A short rule about when to step through code versus when to read it.

Contents
  1. What I do before the debugger
  2. When I open the debugger
  3. What I have noticed

The debugger is my last resort, not my first. I have spent a fair amount of time, over the years, watching the wrong people use it as a first resort and watching the right people barely use it at all.

What I do before the debugger#

I read the code. Slowly, top to bottom, for the function involved. If I can build a mental model of what the function thinks it is doing, I find the bug about 80% of the time without running anything.

Then I print. Not a logger framework. Plain print. I add the absolute minimum number of print statements that would let me test the mental model I just built.

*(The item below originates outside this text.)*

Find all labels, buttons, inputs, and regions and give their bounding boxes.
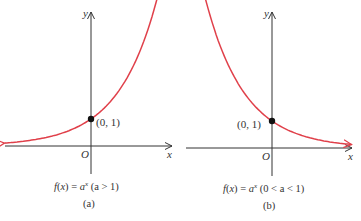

If the prints contradict my model, I either had the wrong model or there is a subtler bug than I expected.

When I open the debugger#

When the print statements have given me an answer I cannot believe. When the bug crosses three function boundaries and I have lost track of which state I am in. When the stack trace points somewhere that makes no sense without seeing the state at the moment of the call.

In short: when I need to be in the program rather than read it.

What I have noticed#

The temptation to start with the debugger correlates inversely with how well I understand the code. The afternoons I jumped into the debugger first were almost always afternoons where I had not done the reading. The debugger felt fast at the time. The reading would have been faster.